Torah Reading for Week of January 19-25, 2014
Digging a Pit: What Falls In, and What Returns?
by Rabbi Toba August
I love teaching Torah, and experiencing my students’ delight in learning is profoundly rewarding. Over the years I have used various methods of interpretation to make Torah relevant for contemporary learners. This week’s Parsha can be presented to students through rigorous intellectual study.
Following the Ten Commandments, the portion contains 53 seemingly unrelated laws. These “Mishpatim” – civil ordinances, include rulings about Hebrew slaves, goring oxen, taking bribes, ‘eye for an eye’, and much more. Though there seems to be no planned structure, an overarching theme is taking responsibility for your personal actions, caring for others and their animals and creating a safe and just public domain. These laws are pertinent in contemporary times and are the foundation for much of Jewish Halachah – law codes. Students enjoy applying the ancient teachings to present-day situations.
There is however, another approach, using Hasidic interpretations, which takes us away from the actual Peshat – literal and contextual meaning of the text, and help uncover a deeper introspective meaning. According to Rabbi Aryeh Wineman, “Hasidic homilists focus on psychological insight, and the Torah passage is read as an existential observation of human life, emotions, conflicts and growth in spiritual awareness.”[i]

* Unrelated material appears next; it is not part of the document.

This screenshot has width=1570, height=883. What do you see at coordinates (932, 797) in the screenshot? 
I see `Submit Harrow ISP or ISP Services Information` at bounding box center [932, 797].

An example of this type of Hasidic teaching is brought down by Rabbi Arthur Green in his latest book, from verses in our Parshah, Mishpatim:
If a person opens a pit, or digs a pit, and does not cover it and an ox . . . falls into it, the owner of the pit must make restitution. He shall return money to the owner, but the dead animal is his. (Exodus 21:33-34)
The 18th century Hasidic text, Noam Elimelech says that ‘opening the pit’ alludes to ‘wellsprings of awe and holiness that can be opened in people’s hearts, by teaching them Torah.’[ii]

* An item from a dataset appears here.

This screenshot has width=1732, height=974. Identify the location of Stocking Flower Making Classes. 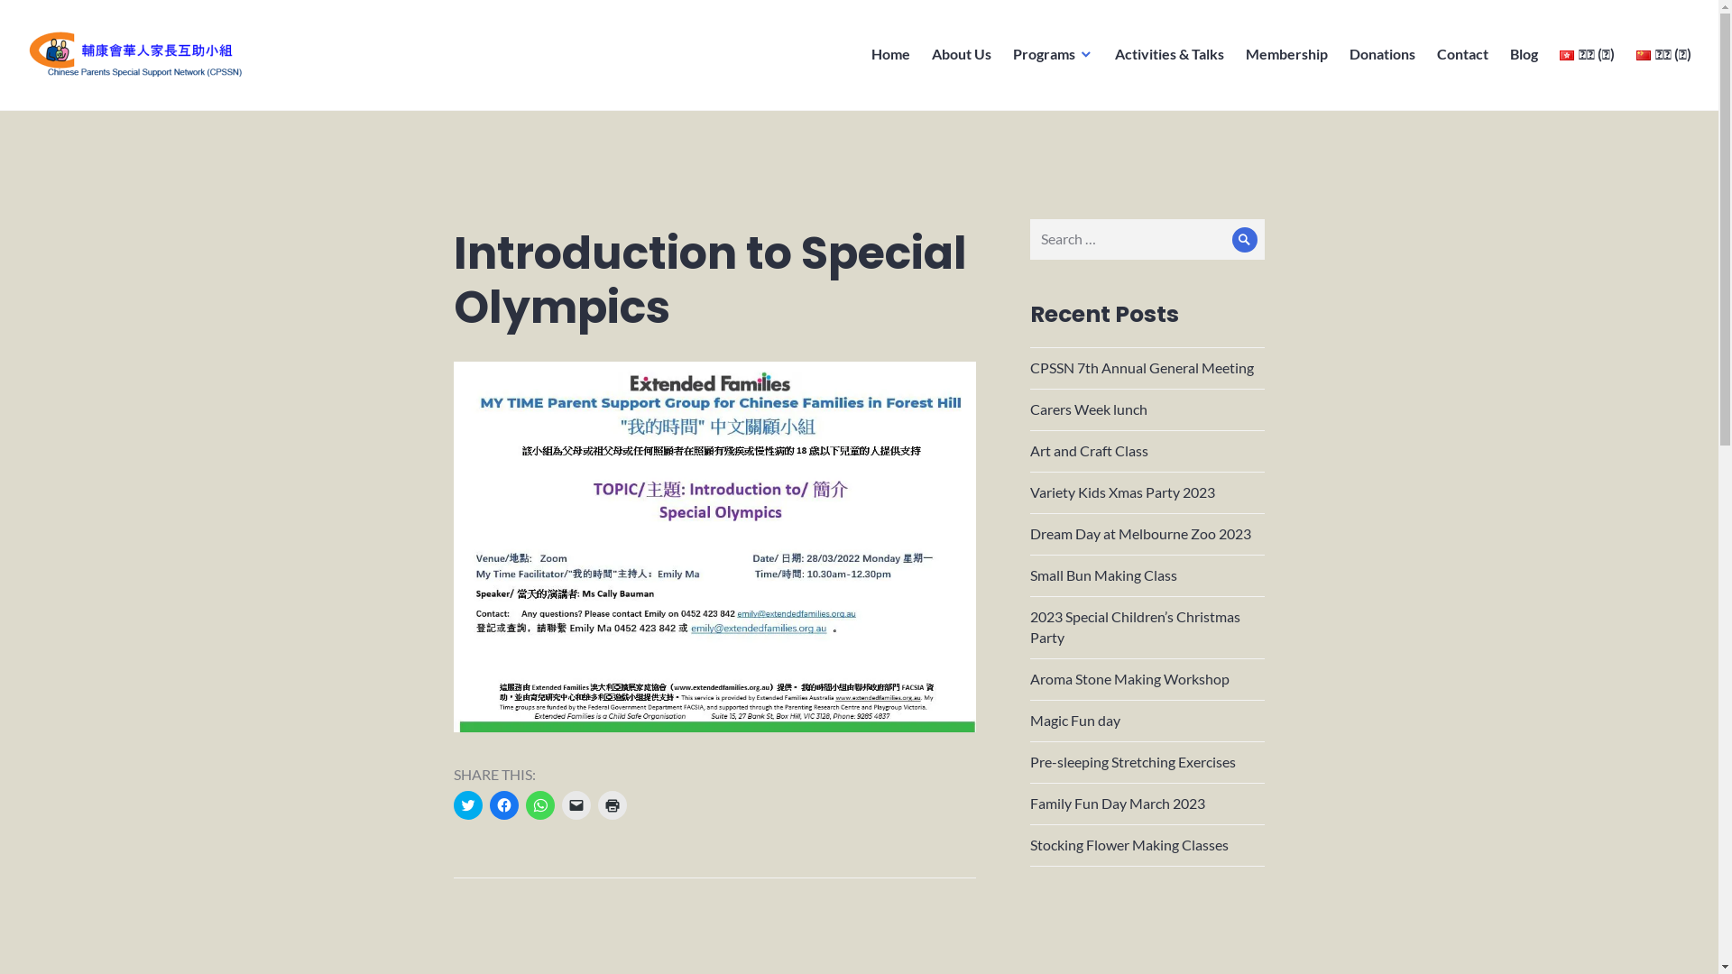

“Digging” a pit is like “digging” into people’s spirits, carving out wonder and devotion. These Torah verses about digging pits and falling oxen are saying that when a righteous teacher helps students learn the truths within Torah and come closer to God (by ‘digging’ into their hearts), the instructors will be rewarded. The kindness and good deeds of their students will be returned to them. This is the ‘restitution’ discussed in our verse.
The Hasidic text supports its explanation as it interprets the rabbinic saying: “Mah sh’yozeh min hal’ev, nichnas la’lev – Words that come from the heart enter the heart.” Noam Elimelech explains, “this can mean, the heart that the words came from – those same words enter back into it and increase the holiness within it.”
“Digging a pit” then is an allusion to the art of teaching and influencing others, and ‘making restitution’ becomes the impact the students have on their teacher.
As an instructor, I feel rewarded knowing that I enliven my students’ lives with holy learning, but did not often reflect on how much this process increased my own internal growth. One of the greatest rewards of teaching is the gifts that students offer. The ‘restitution’ the students give a teacher for opening the wellsprings in their hearts, opens up her heart even more! Shabbat Shalom.
[i]“How the Hasidic Masters Read the Torah” by Aryeh Wineman. Conservative Judaism, Fall/Winter 2007-2008
[ii] Rabbi Elimelech of Lizhensk was the scholarly brother of Reb Zusya of Anipoli, best known for his sincerity in devotion and simplicity of life. They were among the earliest Hasidic rebbes (late 18th century).